The dilemma can be analyzed as follows. On one hand we find low-cost specific data and transactions on the Internet. The risk here is that you create a high-tech solution where brokers are bypassed by technology. On the other hand, we can see the rich, meaningful, diffuse personal relationships that brokers have developed with their clients. This maintains a high-touch environment where people are (over)paying for their dependencies.

It is obvious that in specific cultures like the US and Northwest Europe, the Internet can take a lot away from traditional face-to-face business. This is true for financial services, but also for buying a dishwasher, a CD, a book, and even a car. However, people from more diffuse cultures - like Arabs, Latins, and most Asians - see the relationship as so crucial that no one would ever give it up for an anonymous service that they might get through a click.

One American Merrill Lynch consultant was working in Saudi Arabia, a country that didn't easily take to the Internet. Saudis love to have their consultant with them. However this consultant's American colleagues said that you couldn't ignore the fact that their more internet-driven competitors were gradually taking market share away. This was best pictured as the situation in Figure 8.6.

Figure 8.6: The unaffordable relationship

Merrill Lynch had a situation where Charles Schwab was eating away at their market share through high-level online services. Their answer was close to brilliant. They understood that instead of relationships being eclipsed by the Internet, they actually got more and more important in interpreting the possible meanings of data flows. What was available was growing ever larger, much more than was relevant to each particular client.

Charles Schwab's appeal goes beyond discounted fees.
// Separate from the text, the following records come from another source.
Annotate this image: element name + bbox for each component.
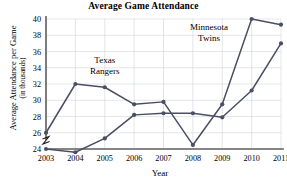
- y-tick-label: 26: [33, 129, 41, 138]
- x-tick-label: 2006: [126, 154, 142, 163]
- series-annotation-label: Twins: [198, 33, 220, 43]
- data-point-marker: [132, 102, 136, 106]
- x-tick-label: 2011: [273, 154, 287, 163]
- series-annotation-label: Rangers: [90, 66, 120, 76]
- data-point-marker: [73, 82, 77, 86]
- data-point-marker: [279, 23, 283, 27]
- chart-figure: Average Game Attendance Average Attendan…: [0, 0, 287, 188]
- x-tick-labels: 200320042005200620072008200920102011: [38, 154, 287, 163]
- y-axis-break-symbol: [43, 137, 50, 145]
- line-chart-plot: 242628303234363840 200320042005200620072…: [0, 0, 287, 188]
- data-point-marker: [161, 100, 165, 104]
- data-point-marker: [250, 88, 254, 92]
- data-point-marker: [161, 111, 165, 115]
- data-point-marker: [73, 150, 77, 154]
- x-tick-label: 2004: [67, 154, 83, 163]
- x-tick-label: 2009: [214, 154, 230, 163]
- data-point-marker: [44, 147, 48, 151]
- x-tick-label: 2003: [38, 154, 54, 163]
- data-point-marker: [103, 85, 107, 89]
- data-point-marker: [220, 102, 224, 106]
- y-tick-label: 38: [33, 31, 41, 40]
- data-point-marker: [191, 143, 195, 147]
- series-annotation-label: Minnesota: [190, 22, 228, 32]
- x-tick-label: 2010: [243, 154, 259, 163]
- data-point-marker: [250, 17, 254, 21]
- data-point-marker: [191, 111, 195, 115]
- y-tick-label: 24: [33, 145, 41, 154]
- x-tick-label: 2007: [155, 154, 171, 163]
- x-tick-label: 2005: [97, 154, 113, 163]
- y-tick-label: 28: [33, 113, 41, 122]
- y-tick-label: 34: [33, 64, 41, 73]
- data-point-marker: [132, 113, 136, 117]
- data-point-marker: [103, 136, 107, 140]
- y-tick-labels: 242628303234363840: [33, 15, 41, 154]
- x-tick-label: 2008: [185, 154, 201, 163]
- y-tick-label: 36: [33, 48, 41, 57]
- y-tick-label: 30: [33, 96, 41, 105]
- data-point-marker: [279, 41, 283, 45]
- series-annotation-label: Texas: [94, 55, 115, 65]
- y-tick-label: 32: [33, 80, 41, 89]
- data-point-marker: [44, 131, 48, 135]
- data-point-marker: [220, 115, 224, 119]
- y-tick-label: 40: [33, 15, 41, 24]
Indeed, compared with rival discount brokers, it is not among the cheapest. Schwab's appeal is that it transfers its own professional expertise to customers. It is that rarity among professionals, a company who educates customers in its own secrets so that they can in time, if they wish, become fully independent. This could be a losing strategy if it were not for an ever-increasing number of "pupils" eager to be taught who replace those who have "graduated." Schwab is in the "customer mentoring" business as opposed to the financial services business, but existing "graduate customers" keep coming back for more because both their needs and the market keep changing.
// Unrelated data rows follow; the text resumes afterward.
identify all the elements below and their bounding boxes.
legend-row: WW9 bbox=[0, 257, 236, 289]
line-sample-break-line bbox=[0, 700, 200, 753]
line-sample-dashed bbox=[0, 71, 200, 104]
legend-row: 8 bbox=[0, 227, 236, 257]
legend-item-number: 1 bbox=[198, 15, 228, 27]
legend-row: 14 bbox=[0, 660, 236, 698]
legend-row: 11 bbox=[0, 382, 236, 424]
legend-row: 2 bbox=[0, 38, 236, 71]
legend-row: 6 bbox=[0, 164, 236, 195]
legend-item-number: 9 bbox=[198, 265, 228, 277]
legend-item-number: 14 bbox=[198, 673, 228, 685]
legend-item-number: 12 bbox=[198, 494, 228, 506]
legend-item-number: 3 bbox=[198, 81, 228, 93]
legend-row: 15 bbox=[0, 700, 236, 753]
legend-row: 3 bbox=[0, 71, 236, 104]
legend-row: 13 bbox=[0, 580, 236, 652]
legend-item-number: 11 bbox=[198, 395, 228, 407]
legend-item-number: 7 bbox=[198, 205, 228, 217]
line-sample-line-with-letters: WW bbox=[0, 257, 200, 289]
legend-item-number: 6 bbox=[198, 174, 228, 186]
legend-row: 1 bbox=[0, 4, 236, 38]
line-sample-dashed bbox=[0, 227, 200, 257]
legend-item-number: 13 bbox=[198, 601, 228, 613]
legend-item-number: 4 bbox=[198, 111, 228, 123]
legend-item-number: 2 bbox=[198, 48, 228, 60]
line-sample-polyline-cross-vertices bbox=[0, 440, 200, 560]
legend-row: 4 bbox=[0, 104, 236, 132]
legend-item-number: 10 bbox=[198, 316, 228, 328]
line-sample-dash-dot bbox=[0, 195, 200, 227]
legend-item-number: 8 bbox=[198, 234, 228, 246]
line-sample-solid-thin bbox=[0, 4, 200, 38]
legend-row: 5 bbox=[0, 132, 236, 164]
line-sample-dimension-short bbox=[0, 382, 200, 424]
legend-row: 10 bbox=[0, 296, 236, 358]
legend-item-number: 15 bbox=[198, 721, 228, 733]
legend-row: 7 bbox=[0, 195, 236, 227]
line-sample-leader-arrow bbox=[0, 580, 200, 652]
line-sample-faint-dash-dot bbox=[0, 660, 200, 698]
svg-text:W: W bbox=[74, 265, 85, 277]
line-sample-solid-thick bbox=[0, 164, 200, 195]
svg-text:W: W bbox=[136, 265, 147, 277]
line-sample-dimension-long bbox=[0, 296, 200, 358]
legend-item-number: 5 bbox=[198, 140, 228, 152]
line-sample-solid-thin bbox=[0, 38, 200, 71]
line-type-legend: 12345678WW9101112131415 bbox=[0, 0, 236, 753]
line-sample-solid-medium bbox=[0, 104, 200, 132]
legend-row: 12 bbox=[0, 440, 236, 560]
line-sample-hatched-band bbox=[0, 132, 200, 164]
For many older Americans and people between jobs, managing their own share portfolios is their "last and most meaningful employment," providing funds they can leave to their families to ensure their continuing influence. Schwab was helping customers to help themselves in time-honored American tradition.

Merrill Lynch saw that this challenge would have to be met; yet they could not risk alienating their own army of professional brokers. Increasingly, however, financial services were being unbundled. You could buy top information and research and then pay as little as $5 per trade on the Internet. This was far less than the brokers' inclusive fee. Nor are brokers' judgments infallible. Given the exigencies of markets, it is not unknown for the Dow Jones average to out-perform professionally managed portfolios. Luck is quite a leveler in this game.

Merrill Lynch's response to its dilemma was to refocus its efforts on reconciling new technology with customer service. John Steffens at Forrester Conference announced its strategy in May 1999: "By combining technology with skilled advisors, clients are given the convenience of interacting when, how and where they want."

Dave Komansky, their CEO, clarified the policy. "Anyone, anywhere, anytime, can log onto the Internet to get free quotes, market data, and stock picks from a variety of chat rooms. Yet at Merrill Lynch we are confidently making unparalleled billion dollar investments in our Financial Consultants, research analysts, and in our technology and products. We're doing this because we know success in the online world - as it was in the offline world - will be defined by meaningful content for the individual. Hence in this phase we will discover that intelligent dialog about the bewildering complexity of financial markets is a formative influence on the Internet influencing the financial markets" (Steffens, 1999).